Advertisement

Gains Reported in Japan Import Talks : Trade: Suggestions are exchanged on lowering the barriers. An envoy meets with President Bush.

Share
From Reuters

U.S. Trade Representative Carla Anderson Hills said today that progress has been made in talks to end Japanese barriers to imports, but a Senate leader said an interim report on the negotiations showed more barriers have to be lowered.

The talks to remove Japan’s so-called structural barriers to foreign goods opened Monday and were to end Tuesday, but have been extended into today.

At the White House, Special Envoy Nobuo Matsunaga, sent here for the talks by Japanese Prime Minister Toshiki Kaifu, met for 30 minutes with President Bush.

Advertisement

Later he told reporters, “We do hope that the talks between the two governments will come to a mutual and satisfactory conclusion.”

White House spokesman Marlin Fitzwater said the interim report might not be ready until Thursday, but added that progress had been made in other U.S.-Japanese trade disputes.

Hills said the delay in completing the fourth round of the talks did not represent any setback.

“There is no deadlock. We are making progress,” she said after a speech to the National Assn. of Manufacturers. But she gave no details.

Sen. Max Baucus, chairman of the Senate Finance subcommittee on international trade, told the same group later that he had seen part of the interim report. While it showed Japan was ready to lower some barriers, others remained, he said.

Baucus, a Montana Democrat, said “the report is not all we had hoped for.” But “it does go further than I would have thought a few days ago.”

Advertisement

“Make no mistake about it, more progress is necessary,” he said, adding that he hoped additional progress would be evident in the final report on the talks.

In her remarks to the manufacturers, Hills renewed a warning to Japan that if its markets aren’t opened to U.S. and other foreign goods, there is a strong chance Congress would write protectionist legislation.

Baucus said he would withhold pressing a bill that would require punitive actions for continued unfair trading practices until a final report is issued in July.

Since the talks began last summer, the United States and Japan have exchanged ideas on what each can do to spur U.S. exports to help reduce America’s chronic $50-billion annual trade deficit with Japan.

At the talks this week, the Japanese submitted about 80 suggested reforms the United States could make in government policies and business practices and the Americans gave about 200 suggestions to the Japanese, U.S. officials said.

Both sides acknowledge that any changes in long-established practices would take many years to implement, and the interim report is to be a “blueprint” for later action to be defined more fully in the July report.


— Exercise objective —
Line by line, print the records exactly, and keep images out of the copy.

### Supplied records

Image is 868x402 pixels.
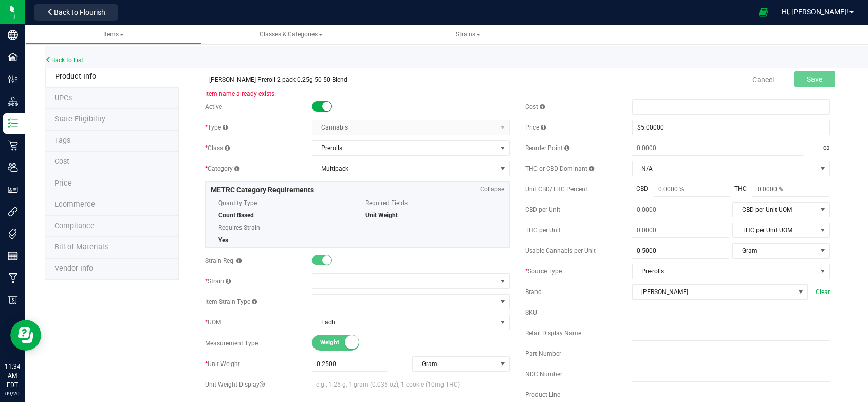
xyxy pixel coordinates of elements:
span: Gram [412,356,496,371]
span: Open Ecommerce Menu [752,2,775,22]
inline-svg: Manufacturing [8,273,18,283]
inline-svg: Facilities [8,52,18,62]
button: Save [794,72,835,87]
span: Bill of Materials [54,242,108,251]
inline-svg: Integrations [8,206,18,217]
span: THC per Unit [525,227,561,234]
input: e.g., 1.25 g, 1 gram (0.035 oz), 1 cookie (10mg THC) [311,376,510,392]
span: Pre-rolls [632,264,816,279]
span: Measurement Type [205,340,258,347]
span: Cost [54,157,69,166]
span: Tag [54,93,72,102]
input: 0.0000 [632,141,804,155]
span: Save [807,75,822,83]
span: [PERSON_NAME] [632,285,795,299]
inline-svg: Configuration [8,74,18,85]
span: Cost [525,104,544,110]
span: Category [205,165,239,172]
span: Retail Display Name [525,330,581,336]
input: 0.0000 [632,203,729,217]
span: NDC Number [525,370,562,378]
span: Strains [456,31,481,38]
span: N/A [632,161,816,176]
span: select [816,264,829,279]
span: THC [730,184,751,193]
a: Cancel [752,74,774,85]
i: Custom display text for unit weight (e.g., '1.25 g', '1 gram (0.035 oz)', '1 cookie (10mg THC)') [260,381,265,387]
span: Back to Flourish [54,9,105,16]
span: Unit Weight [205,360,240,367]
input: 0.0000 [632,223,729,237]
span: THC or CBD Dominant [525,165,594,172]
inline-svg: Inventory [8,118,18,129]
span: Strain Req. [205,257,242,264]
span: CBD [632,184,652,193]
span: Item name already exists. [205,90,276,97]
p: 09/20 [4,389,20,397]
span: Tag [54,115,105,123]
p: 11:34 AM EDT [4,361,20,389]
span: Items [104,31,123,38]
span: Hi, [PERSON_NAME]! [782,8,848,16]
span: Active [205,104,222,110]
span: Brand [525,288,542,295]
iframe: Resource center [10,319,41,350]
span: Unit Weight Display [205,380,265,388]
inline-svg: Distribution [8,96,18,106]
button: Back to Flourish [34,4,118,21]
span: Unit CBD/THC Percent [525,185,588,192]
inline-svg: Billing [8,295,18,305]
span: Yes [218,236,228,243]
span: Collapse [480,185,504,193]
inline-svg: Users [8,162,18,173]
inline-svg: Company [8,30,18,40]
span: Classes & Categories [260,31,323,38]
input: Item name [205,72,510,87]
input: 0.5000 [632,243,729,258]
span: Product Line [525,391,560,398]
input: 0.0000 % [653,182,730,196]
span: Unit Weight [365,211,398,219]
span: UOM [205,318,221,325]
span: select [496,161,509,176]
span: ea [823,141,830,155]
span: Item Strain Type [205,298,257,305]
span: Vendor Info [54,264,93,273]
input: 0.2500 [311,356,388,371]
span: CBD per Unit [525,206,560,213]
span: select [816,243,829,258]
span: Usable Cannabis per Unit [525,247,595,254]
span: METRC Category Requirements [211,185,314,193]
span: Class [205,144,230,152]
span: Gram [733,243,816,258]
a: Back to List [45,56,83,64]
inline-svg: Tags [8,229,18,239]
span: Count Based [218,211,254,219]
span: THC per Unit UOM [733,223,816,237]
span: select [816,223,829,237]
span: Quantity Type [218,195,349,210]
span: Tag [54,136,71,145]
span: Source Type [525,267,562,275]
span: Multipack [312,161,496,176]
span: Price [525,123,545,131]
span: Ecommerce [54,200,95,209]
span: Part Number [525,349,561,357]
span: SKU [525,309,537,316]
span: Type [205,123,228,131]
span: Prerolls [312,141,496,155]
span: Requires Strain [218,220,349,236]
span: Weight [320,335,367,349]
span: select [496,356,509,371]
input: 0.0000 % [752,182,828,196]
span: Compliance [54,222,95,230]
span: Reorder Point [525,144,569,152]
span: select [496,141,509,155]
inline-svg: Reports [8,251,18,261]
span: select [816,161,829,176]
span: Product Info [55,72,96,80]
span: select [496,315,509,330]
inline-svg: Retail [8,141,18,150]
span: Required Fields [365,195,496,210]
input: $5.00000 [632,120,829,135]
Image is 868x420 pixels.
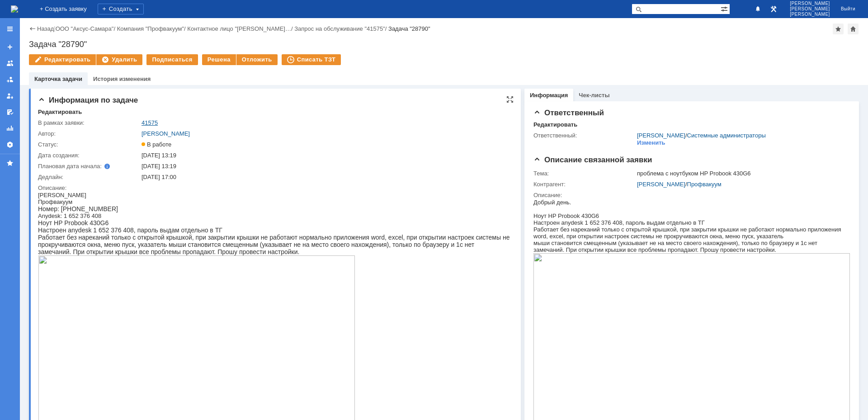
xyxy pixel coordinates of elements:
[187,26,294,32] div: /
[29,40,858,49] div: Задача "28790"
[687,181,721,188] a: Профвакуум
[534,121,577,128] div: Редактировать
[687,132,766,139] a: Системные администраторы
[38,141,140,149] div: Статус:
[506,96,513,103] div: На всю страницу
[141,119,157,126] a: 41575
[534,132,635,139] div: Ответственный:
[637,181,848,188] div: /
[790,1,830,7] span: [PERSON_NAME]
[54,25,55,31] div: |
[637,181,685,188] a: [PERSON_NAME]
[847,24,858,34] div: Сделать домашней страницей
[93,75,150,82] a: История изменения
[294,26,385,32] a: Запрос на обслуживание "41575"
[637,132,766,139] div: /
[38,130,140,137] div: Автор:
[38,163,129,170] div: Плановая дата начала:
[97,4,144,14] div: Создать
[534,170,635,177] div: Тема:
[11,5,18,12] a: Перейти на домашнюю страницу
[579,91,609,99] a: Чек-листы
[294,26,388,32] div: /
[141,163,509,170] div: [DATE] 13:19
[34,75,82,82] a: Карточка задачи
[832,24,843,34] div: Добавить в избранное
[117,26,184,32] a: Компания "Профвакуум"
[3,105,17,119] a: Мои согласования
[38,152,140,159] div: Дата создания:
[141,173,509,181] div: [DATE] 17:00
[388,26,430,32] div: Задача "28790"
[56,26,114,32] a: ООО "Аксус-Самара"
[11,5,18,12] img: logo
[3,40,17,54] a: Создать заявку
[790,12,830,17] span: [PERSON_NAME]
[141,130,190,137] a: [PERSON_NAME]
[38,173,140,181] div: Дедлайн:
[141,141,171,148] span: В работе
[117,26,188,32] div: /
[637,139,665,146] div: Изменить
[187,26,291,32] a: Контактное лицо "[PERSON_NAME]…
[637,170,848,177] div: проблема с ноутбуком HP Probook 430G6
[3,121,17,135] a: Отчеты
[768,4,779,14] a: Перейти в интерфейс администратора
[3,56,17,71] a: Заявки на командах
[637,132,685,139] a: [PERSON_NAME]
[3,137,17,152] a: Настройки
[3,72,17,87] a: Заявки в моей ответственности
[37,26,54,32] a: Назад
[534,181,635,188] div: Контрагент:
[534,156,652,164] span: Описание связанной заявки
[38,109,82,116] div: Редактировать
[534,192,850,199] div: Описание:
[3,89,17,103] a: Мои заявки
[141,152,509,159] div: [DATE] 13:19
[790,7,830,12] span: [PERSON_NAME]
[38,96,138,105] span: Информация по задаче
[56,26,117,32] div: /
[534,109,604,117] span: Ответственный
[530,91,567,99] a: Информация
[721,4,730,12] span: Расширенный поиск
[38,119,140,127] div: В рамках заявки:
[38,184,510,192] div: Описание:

######

— The answer —
Image is 868x402 pixels.
xyxy pixel coordinates of elements:
span: Gram [412,356,496,371]
span: Open Ecommerce Menu [752,2,775,22]
inline-svg: Manufacturing [8,273,18,283]
inline-svg: Facilities [8,52,18,62]
button: Save [794,72,835,87]
span: Bill of Materials [54,242,108,251]
inline-svg: Integrations [8,206,18,217]
span: THC per Unit [525,227,561,234]
input: e.g., 1.25 g, 1 gram (0.035 oz), 1 cookie (10mg THC) [311,376,510,392]
span: Pre-rolls [632,264,816,279]
span: Measurement Type [205,340,258,347]
span: Cost [54,157,69,166]
span: Tag [54,93,72,102]
input: 0.0000 [632,141,804,155]
span: Save [807,75,822,83]
span: [PERSON_NAME] [632,285,795,299]
inline-svg: Configuration [8,74,18,85]
span: Cost [525,104,544,110]
span: Category [205,165,239,172]
span: Retail Display Name [525,330,581,336]
input: 0.0000 [632,203,729,217]
span: NDC Number [525,370,562,378]
span: Strains [456,31,481,38]
span: N/A [632,161,816,176]
span: select [816,264,829,279]
span: THC [730,184,751,193]
a: Cancel [752,74,774,85]
i: Custom display text for unit weight (e.g., '1.25 g', '1 gram (0.035 oz)', '1 cookie (10mg THC)') [260,381,265,387]
span: Back to Flourish [54,9,105,16]
span: Unit Weight [205,360,240,367]
input: 0.0000 [632,223,729,237]
span: THC or CBD Dominant [525,165,594,172]
inline-svg: Inventory [8,118,18,129]
span: Strain Req. [205,257,242,264]
span: CBD [632,184,652,193]
span: Item name already exists. [205,90,276,97]
p: 09/20 [4,389,20,397]
span: Tag [54,115,105,123]
p: 11:34 AM EDT [4,361,20,389]
span: Items [104,31,123,38]
span: Hi, [PERSON_NAME]! [782,8,848,16]
span: Active [205,104,222,110]
span: Brand [525,288,542,295]
iframe: Resource center [10,319,41,350]
span: Unit Weight Display [205,380,265,388]
inline-svg: Distribution [8,96,18,106]
button: Back to Flourish [34,4,118,21]
span: Unit CBD/THC Percent [525,185,588,192]
inline-svg: Billing [8,295,18,305]
span: Yes [218,236,228,243]
span: Collapse [480,185,504,193]
inline-svg: Users [8,162,18,173]
inline-svg: Company [8,30,18,40]
span: Classes & Categories [260,31,323,38]
input: Item name [205,72,510,87]
input: 0.5000 [632,243,729,258]
span: Product Line [525,391,560,398]
input: 0.0000 % [653,182,730,196]
span: Unit Weight [365,211,398,219]
span: UOM [205,318,221,325]
span: select [496,161,509,176]
span: ea [823,141,830,155]
span: Item Strain Type [205,298,257,305]
span: Vendor Info [54,264,93,273]
input: 0.2500 [311,356,388,371]
span: CBD per Unit [525,206,560,213]
span: select [816,243,829,258]
span: Usable Cannabis per Unit [525,247,595,254]
span: METRC Category Requirements [211,185,314,193]
span: Class [205,144,230,152]
span: Gram [733,243,816,258]
a: Back to List [45,56,83,64]
inline-svg: Tags [8,229,18,239]
span: Count Based [218,211,254,219]
span: THC per Unit UOM [733,223,816,237]
span: select [816,223,829,237]
span: Quantity Type [218,195,349,210]
span: Tag [54,136,71,145]
span: Source Type [525,267,562,275]
span: Multipack [312,161,496,176]
span: Price [525,123,545,131]
span: Ecommerce [54,200,95,209]
span: Part Number [525,349,561,357]
span: SKU [525,309,537,316]
span: Type [205,123,228,131]
span: Prerolls [312,141,496,155]
span: Requires Strain [218,220,349,236]
span: Weight [320,335,367,349]
span: select [496,356,509,371]
input: 0.0000 % [752,182,828,196]
span: Compliance [54,222,95,230]
span: Reorder Point [525,144,569,152]
span: select [496,141,509,155]
inline-svg: Reports [8,251,18,261]
span: select [816,161,829,176]
span: Product Info [55,72,96,80]
span: select [496,315,509,330]
inline-svg: Retail [8,141,18,150]
span: Required Fields [365,195,496,210]
input: $5.00000 [632,120,829,135]
Image is 868x420 pixels.
xyxy pixel coordinates of elements:
[187,26,294,32] div: /
[29,40,858,49] div: Задача "28790"
[687,181,721,188] a: Профвакуум
[534,121,577,128] div: Редактировать
[687,132,766,139] a: Системные администраторы
[38,141,140,149] div: Статус:
[506,96,513,103] div: На всю страницу
[141,119,157,126] a: 41575
[534,132,635,139] div: Ответственный:
[637,181,848,188] div: /
[790,1,830,7] span: [PERSON_NAME]
[54,25,55,31] div: |
[637,181,685,188] a: [PERSON_NAME]
[847,24,858,34] div: Сделать домашней страницей
[93,75,150,82] a: История изменения
[294,26,385,32] a: Запрос на обслуживание "41575"
[637,132,766,139] div: /
[38,130,140,137] div: Автор:
[38,163,129,170] div: Плановая дата начала:
[97,4,144,14] div: Создать
[534,170,635,177] div: Тема:
[11,5,18,12] a: Перейти на домашнюю страницу
[579,91,609,99] a: Чек-листы
[294,26,388,32] div: /
[141,163,509,170] div: [DATE] 13:19
[34,75,82,82] a: Карточка задачи
[832,24,843,34] div: Добавить в избранное
[117,26,184,32] a: Компания "Профвакуум"
[3,105,17,119] a: Мои согласования
[38,152,140,159] div: Дата создания:
[141,173,509,181] div: [DATE] 17:00
[388,26,430,32] div: Задача "28790"
[56,26,114,32] a: ООО "Аксус-Самара"
[11,5,18,12] img: logo
[3,40,17,54] a: Создать заявку
[790,12,830,17] span: [PERSON_NAME]
[141,130,190,137] a: [PERSON_NAME]
[38,173,140,181] div: Дедлайн:
[141,141,171,148] span: В работе
[117,26,188,32] div: /
[637,139,665,146] div: Изменить
[187,26,291,32] a: Контактное лицо "[PERSON_NAME]…
[637,170,848,177] div: проблема с ноутбуком HP Probook 430G6
[3,121,17,135] a: Отчеты
[768,4,779,14] a: Перейти в интерфейс администратора
[3,56,17,71] a: Заявки на командах
[637,132,685,139] a: [PERSON_NAME]
[3,137,17,152] a: Настройки
[3,72,17,87] a: Заявки в моей ответственности
[37,26,54,32] a: Назад
[534,181,635,188] div: Контрагент:
[534,156,652,164] span: Описание связанной заявки
[38,109,82,116] div: Редактировать
[534,192,850,199] div: Описание:
[3,89,17,103] a: Мои заявки
[141,152,509,159] div: [DATE] 13:19
[790,7,830,12] span: [PERSON_NAME]
[38,96,138,105] span: Информация по задаче
[56,26,117,32] div: /
[534,109,604,117] span: Ответственный
[530,91,567,99] a: Информация
[721,4,730,12] span: Расширенный поиск
[38,119,140,127] div: В рамках заявки:
[38,184,510,192] div: Описание:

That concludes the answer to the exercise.